Page 57 of Fallen Heir
I should’ve been networking—shaking hands, smiling for cameras, pretending to care about small talk and silent auctions. This charity event was a who’s who of Manhattan: socialites, CEOs, senators, old-money royalty clinking champagne like they still ran the world.
But none of it mattered.
Because Savannah Rose Sinclair had just walked in.
Ben walked a half-step behind her, stone-faced as always, but even he couldn’t dull the way she lit up the room. Her presence pulled every ounce of oxygen from the air, like the night had shifted around her the moment she stepped through the door.
And God help me—I couldn’t breathe.
That black velvet dress clung to her like a whispered promise. It draped low in the front, just enough to tease, to tempt, to torture me with the reminder of what it felt like to trace every inch of skin. Every slow, deliberate movement she made only deepened the ache building in my chest.
But it was the sleeves that caught me. Long. Fitted. Deliberate.
It was a warm night—too warm for velvet that clung to her wrists like armor. Every other woman in the room wore strapless gowns and satin slips with backs that barely counted as fabric.
But Savannah? She wrapped herself in black like it was the only thing keeping her upright.
And I hated that she had to.
Not because it ruined the view—hell, nothing could dim the fire she carried.
But because I knew what it meant.
I’d seen her body. Every scar. Every curve. Every mark someone else tried to erase her with. And still—she was the most beautiful woman I’d ever seen.
Not in spite of those scars.
Because of them.
Because she was still standing. Still breathing. Still walking into a room like this one and commanding it. Making men forget their own damn names.
The velvet wasn’t hiding her. It was holding her together.
She looked like a queen in mourning. A flame hidden under black silk and steel.
And she sent me that text?
Careful, Mr. Westbrook… Compliments like that might make me skip the dress altogether.
That wasn’t just a flirt.
That was a crack in the walls she’d spent years building.
A glimpse of the woman still buried beneath all the damage—fierce, clever, untouchable in a way that didn’t need armor.
And tonight?
She wasn’t hiding. Not from me.
I’d already seen what she tried so hard to conceal. The jagged lines. The ghost of every moment someone tried to break her. And I still couldn’t stop wanting her—still couldn’t get her taste off my tongue or the sound of her moans out of my head.
If she could show me that version of herself now—unguarded, unashamed—I couldn’t help but wonder who she might become…In a week. In a year. Forever.
Because my world had narrowed to one woman in velvet and a mouth I hadn’t stopped thinking about since the night she finally let me in.
Even if this thing between us started as pretend, there was nothing fake about the way I craved her.
I didn’t hesitate. I crossed the room, every instinct zeroed in on her like a goddamn homing beacon.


◆ ASSIGNED TASK
Show each line of the entries below in which the word "latitude" appears.

◆ DATA RECORDS
++++++++

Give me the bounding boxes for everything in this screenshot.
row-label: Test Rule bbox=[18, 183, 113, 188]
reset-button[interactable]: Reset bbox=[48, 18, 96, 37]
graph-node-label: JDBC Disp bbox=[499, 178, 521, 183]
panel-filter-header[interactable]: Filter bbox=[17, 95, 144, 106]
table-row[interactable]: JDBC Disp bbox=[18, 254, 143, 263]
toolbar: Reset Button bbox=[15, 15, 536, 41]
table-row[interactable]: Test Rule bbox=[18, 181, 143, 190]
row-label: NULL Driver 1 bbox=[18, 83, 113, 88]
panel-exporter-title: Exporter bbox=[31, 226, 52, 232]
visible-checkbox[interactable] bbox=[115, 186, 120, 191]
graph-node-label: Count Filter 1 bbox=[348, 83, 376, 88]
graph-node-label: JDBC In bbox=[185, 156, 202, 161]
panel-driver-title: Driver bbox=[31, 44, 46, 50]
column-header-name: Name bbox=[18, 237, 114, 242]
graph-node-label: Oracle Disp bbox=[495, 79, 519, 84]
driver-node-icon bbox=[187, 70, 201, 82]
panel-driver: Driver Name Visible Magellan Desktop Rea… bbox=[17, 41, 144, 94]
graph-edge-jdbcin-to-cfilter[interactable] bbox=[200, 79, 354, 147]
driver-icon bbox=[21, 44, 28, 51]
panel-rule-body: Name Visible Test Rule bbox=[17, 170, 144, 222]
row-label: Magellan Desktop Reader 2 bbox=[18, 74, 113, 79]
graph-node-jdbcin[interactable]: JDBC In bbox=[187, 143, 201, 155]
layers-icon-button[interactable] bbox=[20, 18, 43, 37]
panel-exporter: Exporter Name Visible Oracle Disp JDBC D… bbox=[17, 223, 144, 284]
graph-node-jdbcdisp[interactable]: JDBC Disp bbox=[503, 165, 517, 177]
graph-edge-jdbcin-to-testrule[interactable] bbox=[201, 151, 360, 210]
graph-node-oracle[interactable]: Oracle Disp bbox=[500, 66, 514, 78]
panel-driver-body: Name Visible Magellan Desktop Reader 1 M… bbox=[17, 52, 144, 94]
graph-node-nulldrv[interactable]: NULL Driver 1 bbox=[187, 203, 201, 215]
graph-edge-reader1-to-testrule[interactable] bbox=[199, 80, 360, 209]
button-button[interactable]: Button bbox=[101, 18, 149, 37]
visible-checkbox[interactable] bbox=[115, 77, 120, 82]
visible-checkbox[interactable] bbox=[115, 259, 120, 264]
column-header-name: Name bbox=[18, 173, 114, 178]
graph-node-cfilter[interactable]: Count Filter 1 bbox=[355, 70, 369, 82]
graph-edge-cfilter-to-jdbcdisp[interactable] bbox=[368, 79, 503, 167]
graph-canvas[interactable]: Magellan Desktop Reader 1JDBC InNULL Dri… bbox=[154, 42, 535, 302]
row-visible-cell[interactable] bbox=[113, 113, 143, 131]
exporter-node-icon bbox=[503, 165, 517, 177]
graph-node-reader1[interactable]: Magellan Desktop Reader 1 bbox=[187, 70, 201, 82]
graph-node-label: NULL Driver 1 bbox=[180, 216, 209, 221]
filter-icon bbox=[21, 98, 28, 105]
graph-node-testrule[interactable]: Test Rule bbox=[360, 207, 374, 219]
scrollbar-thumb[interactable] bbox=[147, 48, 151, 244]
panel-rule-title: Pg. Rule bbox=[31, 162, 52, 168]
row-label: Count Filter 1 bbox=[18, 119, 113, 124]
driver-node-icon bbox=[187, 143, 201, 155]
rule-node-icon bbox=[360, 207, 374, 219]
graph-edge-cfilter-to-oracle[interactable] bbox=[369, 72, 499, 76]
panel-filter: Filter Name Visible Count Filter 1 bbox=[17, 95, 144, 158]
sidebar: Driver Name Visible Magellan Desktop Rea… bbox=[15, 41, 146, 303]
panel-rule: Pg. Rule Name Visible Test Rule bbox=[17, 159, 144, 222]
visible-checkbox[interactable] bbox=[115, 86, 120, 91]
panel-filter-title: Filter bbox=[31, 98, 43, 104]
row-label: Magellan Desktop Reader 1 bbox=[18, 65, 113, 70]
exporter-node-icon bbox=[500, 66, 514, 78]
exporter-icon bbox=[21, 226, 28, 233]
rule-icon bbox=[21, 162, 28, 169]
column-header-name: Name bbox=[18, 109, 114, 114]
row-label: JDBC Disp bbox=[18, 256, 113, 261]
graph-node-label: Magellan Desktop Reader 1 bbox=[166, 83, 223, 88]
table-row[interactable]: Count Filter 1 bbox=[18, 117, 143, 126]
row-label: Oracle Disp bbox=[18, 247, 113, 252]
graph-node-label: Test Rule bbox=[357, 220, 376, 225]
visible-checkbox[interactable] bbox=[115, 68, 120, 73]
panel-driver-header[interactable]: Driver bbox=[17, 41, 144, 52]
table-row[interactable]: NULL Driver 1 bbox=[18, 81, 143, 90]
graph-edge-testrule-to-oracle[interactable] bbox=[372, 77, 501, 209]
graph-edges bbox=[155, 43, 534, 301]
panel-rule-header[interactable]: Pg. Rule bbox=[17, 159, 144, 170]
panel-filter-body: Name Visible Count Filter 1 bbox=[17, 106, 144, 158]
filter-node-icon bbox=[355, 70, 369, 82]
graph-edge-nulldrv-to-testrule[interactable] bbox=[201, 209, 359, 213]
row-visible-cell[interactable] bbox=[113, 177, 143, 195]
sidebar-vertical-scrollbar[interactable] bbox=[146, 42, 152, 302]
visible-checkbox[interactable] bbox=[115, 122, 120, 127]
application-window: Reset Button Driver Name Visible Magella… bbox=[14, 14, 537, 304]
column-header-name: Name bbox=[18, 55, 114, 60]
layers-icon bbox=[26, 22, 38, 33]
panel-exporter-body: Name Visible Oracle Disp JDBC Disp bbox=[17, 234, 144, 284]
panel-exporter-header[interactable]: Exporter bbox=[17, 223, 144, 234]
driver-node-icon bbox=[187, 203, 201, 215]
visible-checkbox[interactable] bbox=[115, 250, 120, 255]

++++++++

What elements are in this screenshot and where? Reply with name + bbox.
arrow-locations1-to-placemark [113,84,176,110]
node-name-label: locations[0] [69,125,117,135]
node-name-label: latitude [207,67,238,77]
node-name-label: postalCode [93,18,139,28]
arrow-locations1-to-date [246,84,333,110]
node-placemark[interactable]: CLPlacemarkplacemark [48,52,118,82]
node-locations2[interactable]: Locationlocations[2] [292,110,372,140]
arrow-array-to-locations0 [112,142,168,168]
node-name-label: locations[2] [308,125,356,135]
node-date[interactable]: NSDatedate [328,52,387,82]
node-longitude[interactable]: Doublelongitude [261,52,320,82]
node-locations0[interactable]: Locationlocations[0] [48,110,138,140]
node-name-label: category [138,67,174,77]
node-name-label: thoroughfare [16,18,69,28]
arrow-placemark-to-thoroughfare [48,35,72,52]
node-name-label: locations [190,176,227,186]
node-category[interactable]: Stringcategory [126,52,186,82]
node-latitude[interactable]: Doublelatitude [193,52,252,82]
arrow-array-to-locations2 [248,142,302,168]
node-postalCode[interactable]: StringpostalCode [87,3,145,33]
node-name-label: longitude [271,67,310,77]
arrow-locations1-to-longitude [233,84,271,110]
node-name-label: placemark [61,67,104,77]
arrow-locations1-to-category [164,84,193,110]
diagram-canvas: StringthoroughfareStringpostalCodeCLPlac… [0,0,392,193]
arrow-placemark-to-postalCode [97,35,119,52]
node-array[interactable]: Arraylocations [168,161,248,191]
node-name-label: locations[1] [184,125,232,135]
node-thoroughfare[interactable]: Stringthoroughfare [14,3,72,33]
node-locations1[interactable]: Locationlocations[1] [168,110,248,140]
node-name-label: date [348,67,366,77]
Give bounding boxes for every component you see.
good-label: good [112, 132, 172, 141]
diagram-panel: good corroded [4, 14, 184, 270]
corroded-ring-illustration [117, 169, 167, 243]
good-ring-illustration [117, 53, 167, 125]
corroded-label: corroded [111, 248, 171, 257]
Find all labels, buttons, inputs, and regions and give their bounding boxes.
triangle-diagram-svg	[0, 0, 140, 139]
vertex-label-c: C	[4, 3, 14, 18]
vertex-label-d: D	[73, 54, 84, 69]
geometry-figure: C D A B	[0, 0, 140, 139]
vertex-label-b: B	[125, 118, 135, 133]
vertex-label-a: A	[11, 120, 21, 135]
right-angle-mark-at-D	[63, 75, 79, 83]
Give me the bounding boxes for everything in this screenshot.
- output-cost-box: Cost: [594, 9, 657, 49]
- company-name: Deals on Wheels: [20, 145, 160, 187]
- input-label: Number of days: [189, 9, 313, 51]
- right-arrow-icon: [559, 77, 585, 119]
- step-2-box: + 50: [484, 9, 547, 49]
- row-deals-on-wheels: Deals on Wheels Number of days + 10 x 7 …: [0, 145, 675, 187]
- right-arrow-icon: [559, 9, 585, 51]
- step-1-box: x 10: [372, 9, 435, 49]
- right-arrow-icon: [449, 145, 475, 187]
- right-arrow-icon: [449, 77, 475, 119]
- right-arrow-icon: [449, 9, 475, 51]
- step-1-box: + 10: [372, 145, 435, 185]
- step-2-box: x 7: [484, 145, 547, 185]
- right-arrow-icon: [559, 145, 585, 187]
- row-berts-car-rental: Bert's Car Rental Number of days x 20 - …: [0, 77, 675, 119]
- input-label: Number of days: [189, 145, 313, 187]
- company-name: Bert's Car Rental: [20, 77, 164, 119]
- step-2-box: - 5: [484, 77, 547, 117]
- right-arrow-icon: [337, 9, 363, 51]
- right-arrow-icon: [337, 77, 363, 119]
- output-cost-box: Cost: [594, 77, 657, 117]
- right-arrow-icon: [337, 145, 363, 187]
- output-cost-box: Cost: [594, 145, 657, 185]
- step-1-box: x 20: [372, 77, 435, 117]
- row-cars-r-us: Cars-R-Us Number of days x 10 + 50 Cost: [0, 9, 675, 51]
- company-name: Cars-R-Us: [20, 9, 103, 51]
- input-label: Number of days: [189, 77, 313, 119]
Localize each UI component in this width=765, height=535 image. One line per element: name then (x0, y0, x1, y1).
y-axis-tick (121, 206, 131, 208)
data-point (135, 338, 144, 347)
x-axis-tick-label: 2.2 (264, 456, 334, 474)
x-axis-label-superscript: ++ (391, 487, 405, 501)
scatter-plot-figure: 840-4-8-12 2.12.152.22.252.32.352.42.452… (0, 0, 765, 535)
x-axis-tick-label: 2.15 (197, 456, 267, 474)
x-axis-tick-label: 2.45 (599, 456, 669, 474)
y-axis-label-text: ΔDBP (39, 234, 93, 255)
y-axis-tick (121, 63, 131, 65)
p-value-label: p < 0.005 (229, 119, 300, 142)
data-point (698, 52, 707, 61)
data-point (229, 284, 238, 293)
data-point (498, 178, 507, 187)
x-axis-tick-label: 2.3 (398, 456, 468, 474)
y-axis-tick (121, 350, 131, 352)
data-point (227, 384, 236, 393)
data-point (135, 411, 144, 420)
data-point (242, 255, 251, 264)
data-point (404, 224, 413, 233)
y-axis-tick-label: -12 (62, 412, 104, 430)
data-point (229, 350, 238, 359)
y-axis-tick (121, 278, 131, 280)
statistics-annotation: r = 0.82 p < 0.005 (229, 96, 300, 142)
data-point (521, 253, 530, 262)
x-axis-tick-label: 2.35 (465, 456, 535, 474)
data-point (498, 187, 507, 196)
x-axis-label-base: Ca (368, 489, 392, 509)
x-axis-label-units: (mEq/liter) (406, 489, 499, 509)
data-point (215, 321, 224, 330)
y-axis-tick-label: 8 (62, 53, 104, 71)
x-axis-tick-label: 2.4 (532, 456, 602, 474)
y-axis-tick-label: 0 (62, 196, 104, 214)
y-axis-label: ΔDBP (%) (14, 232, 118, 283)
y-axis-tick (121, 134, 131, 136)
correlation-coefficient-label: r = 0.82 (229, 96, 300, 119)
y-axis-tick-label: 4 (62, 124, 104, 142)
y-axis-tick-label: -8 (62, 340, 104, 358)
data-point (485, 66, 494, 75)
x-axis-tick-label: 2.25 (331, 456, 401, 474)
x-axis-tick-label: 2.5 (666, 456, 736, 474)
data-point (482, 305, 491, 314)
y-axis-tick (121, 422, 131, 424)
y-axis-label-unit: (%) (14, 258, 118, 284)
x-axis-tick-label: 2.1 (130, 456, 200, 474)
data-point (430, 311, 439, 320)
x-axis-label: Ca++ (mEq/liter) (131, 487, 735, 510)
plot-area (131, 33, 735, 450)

++++++++

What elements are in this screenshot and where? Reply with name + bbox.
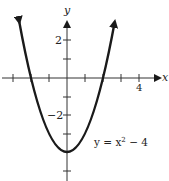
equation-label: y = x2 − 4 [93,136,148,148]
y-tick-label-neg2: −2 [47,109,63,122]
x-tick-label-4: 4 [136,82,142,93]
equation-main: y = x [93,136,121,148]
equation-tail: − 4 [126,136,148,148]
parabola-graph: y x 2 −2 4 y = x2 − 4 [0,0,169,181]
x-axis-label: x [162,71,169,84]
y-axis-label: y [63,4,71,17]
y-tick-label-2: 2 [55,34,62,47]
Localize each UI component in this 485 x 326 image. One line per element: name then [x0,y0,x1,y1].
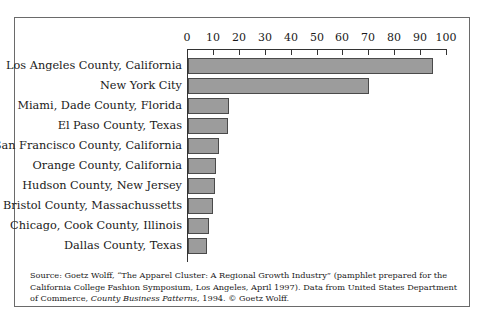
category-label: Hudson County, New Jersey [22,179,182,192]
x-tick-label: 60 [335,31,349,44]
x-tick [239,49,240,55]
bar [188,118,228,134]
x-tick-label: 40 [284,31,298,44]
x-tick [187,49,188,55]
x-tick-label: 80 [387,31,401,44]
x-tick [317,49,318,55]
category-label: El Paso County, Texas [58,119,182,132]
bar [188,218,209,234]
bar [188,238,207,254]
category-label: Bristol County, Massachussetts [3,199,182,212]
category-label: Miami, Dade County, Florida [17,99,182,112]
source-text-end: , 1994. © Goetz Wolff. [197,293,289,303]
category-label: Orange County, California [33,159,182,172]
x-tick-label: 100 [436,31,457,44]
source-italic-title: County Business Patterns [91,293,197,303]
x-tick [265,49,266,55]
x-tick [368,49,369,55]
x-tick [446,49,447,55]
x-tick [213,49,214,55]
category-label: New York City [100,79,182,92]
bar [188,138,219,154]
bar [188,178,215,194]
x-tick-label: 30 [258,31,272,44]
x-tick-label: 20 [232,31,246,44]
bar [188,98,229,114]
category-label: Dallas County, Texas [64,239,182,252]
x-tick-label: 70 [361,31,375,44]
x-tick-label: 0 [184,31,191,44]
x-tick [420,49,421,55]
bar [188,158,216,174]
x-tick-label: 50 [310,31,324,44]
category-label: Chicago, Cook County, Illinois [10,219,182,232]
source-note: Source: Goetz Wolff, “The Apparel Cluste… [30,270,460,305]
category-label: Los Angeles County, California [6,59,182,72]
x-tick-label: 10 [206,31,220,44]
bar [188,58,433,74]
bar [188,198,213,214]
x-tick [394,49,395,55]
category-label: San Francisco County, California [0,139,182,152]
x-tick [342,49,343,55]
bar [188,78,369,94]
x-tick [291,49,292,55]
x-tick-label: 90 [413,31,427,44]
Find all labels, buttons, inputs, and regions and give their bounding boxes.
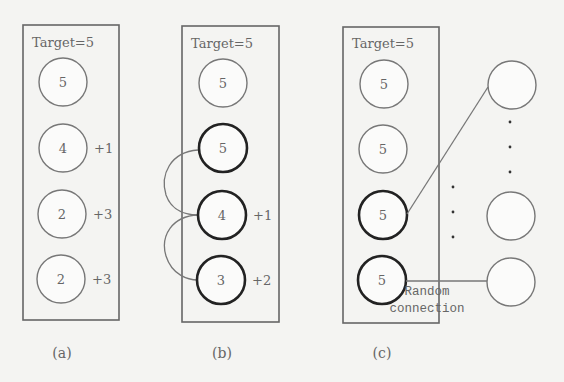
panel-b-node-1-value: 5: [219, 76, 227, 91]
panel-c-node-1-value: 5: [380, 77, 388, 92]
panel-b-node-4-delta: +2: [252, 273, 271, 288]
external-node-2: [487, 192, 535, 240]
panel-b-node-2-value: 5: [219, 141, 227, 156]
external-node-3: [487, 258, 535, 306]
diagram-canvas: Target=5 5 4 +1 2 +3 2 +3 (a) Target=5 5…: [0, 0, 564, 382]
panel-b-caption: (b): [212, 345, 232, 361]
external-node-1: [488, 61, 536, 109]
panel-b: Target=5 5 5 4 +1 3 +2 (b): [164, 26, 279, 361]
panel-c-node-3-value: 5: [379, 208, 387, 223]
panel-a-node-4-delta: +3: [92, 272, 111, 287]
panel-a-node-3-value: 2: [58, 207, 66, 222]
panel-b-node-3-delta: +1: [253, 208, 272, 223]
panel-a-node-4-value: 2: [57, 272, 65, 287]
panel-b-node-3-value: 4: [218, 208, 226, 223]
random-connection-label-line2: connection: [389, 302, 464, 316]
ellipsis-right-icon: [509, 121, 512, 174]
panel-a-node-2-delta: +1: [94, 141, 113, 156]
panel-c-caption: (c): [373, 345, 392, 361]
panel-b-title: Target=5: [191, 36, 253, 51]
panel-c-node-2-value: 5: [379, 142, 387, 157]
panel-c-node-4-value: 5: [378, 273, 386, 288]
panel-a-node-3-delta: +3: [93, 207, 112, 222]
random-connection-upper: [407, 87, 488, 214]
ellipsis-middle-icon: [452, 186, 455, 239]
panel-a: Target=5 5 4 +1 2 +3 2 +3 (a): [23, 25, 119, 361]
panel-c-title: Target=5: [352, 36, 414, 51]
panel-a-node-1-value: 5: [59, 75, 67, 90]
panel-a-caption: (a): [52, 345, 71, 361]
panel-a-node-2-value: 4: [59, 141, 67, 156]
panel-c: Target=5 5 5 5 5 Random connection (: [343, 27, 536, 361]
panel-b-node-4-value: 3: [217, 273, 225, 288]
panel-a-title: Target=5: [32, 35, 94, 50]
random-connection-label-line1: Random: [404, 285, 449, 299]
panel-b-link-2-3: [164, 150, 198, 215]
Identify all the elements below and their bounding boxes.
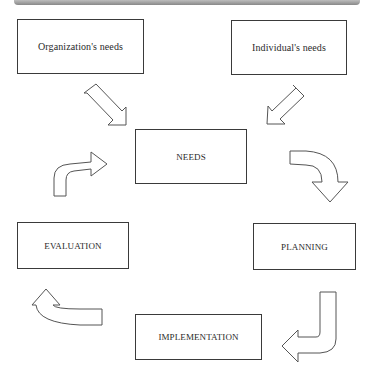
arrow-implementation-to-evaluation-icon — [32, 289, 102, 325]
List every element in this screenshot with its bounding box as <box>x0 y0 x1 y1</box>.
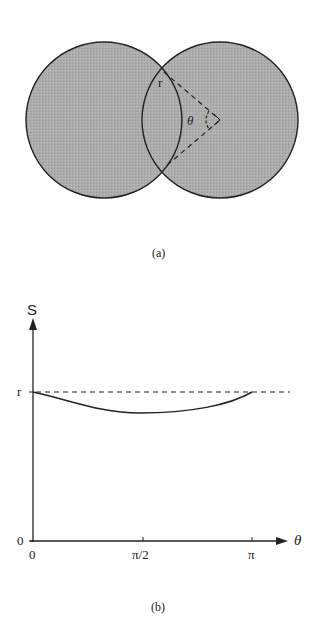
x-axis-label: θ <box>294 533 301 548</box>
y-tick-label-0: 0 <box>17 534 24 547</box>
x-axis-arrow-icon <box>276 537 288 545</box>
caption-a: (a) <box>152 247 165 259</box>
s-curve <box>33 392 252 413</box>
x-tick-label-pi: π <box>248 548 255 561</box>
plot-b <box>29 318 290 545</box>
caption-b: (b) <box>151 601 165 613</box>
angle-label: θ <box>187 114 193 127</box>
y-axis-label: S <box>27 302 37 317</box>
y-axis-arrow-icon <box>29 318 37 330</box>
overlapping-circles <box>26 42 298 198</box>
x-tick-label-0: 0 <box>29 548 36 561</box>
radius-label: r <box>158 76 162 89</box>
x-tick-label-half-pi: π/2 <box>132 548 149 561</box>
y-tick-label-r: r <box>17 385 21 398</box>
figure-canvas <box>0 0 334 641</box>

++++++++

◆ RESPONSE FOR THIS EXERCISE
node-name-label: latitude [207,67,238,77]
node-latitude[interactable]: Doublelatitude [193,52,252,82]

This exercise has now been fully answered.